An FBI agent compiled a prosecutive report his supervisors deemed sufficient for indictment. A convicted LAPD officer confessed to his cellmate that he was at the murder scene. A federal judge declared a mistrial after discovering the city had deliberately hidden internal affairs files implicating officers in the killing. And the LAPD authored a 362-page report investigating the very corruption that produced both killers, without mentioning either murder. Not once. Not in three hundred pages.
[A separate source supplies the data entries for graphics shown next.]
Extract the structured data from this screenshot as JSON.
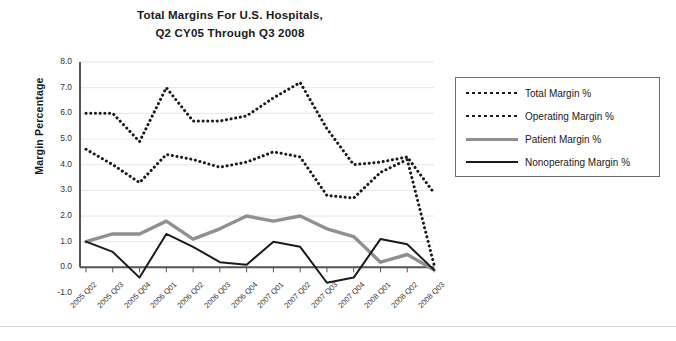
{
  "chart_data": {
    "type": "line",
    "title": "Total Margins For U.S. Hospitals, Q2 CY05 Through Q3 2008",
    "title_line1": "Total Margins For U.S. Hospitals,",
    "title_line2": "Q2 CY05 Through Q3 2008",
    "xlabel": "",
    "ylabel": "Margin Percentage",
    "ylim": [
      -1.0,
      8.0
    ],
    "yticks": [
      "8.0",
      "7.0",
      "6.0",
      "5.0",
      "4.0",
      "3.0",
      "2.0",
      "1.0",
      "0.0",
      "-1.0"
    ],
    "ytick_values": [
      8.0,
      7.0,
      6.0,
      5.0,
      4.0,
      3.0,
      2.0,
      1.0,
      0.0,
      -1.0
    ],
    "grid": true,
    "legend_position": "right",
    "categories": [
      "2005 Q02",
      "2005 Q03",
      "2005 Q04",
      "2006 Q01",
      "2006 Q02",
      "2006 Q03",
      "2006 Q04",
      "2007 Q01",
      "2007 Q02",
      "2007 Q03",
      "2007 Q04",
      "2008 Q01",
      "2008 Q02",
      "2008 Q03"
    ],
    "series": [
      {
        "name": "Total Margin %",
        "style": "dotted",
        "color": "#1a1a1a",
        "values": [
          6.0,
          6.0,
          4.9,
          7.0,
          5.7,
          5.7,
          5.9,
          6.6,
          7.2,
          5.4,
          4.0,
          4.1,
          4.3,
          2.9
        ]
      },
      {
        "name": "Operating Margin %",
        "style": "dotted",
        "color": "#1a1a1a",
        "values": [
          4.6,
          4.0,
          3.3,
          4.4,
          4.2,
          3.9,
          4.1,
          4.5,
          4.3,
          2.8,
          2.7,
          3.7,
          4.2,
          0.1
        ]
      },
      {
        "name": "Patient Margin %",
        "style": "solid",
        "color": "#909090",
        "values": [
          1.0,
          1.3,
          1.3,
          1.8,
          1.1,
          1.5,
          2.0,
          1.8,
          2.0,
          1.5,
          1.2,
          0.2,
          0.5,
          -0.1
        ]
      },
      {
        "name": "Nonoperating Margin %",
        "style": "solid",
        "color": "#1a1a1a",
        "values": [
          1.0,
          0.6,
          -0.4,
          1.3,
          0.8,
          0.2,
          0.1,
          1.0,
          0.8,
          -0.6,
          -0.4,
          1.1,
          0.9,
          -0.1
        ]
      }
    ]
  },
  "legend": {
    "items": [
      {
        "label": "Total Margin %",
        "swatch": "dotted-line-swatch"
      },
      {
        "label": "Operating Margin %",
        "swatch": "dotted-line-swatch"
      },
      {
        "label": "Patient Margin %",
        "swatch": "gray-line-swatch"
      },
      {
        "label": "Nonoperating Margin %",
        "swatch": "black-line-swatch"
      }
    ]
  }
}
THE DOSSIER is the product of a thirty-year investigation by Emmy-nominated journalist and filmmaker Don Sikorski. Through hidden FBI case files, classified LAPD documents, and exclusive testimony from the federal agent who built the case, it reveals what no previous book, documentary, or investigation has: that the same corrupt police infrastructure killed both Tupac Shakur and Christopher Wallace and that the evidence has been inside the Los Angeles Police Department the entire time. Not lost. Not destroyed. Buried, by six police chiefs, five district attorneys, and a city that decided two murdered Hip-Hop superstars weren't worth the cost of the truth.
This book names the officers. It traces the cover-up across three decades. And in its final chapter, it does something no investigation has ever done, it names every person in a position of authority who holds the evidence and has chosen silence.
The evidence is inside the building. This book opens the door.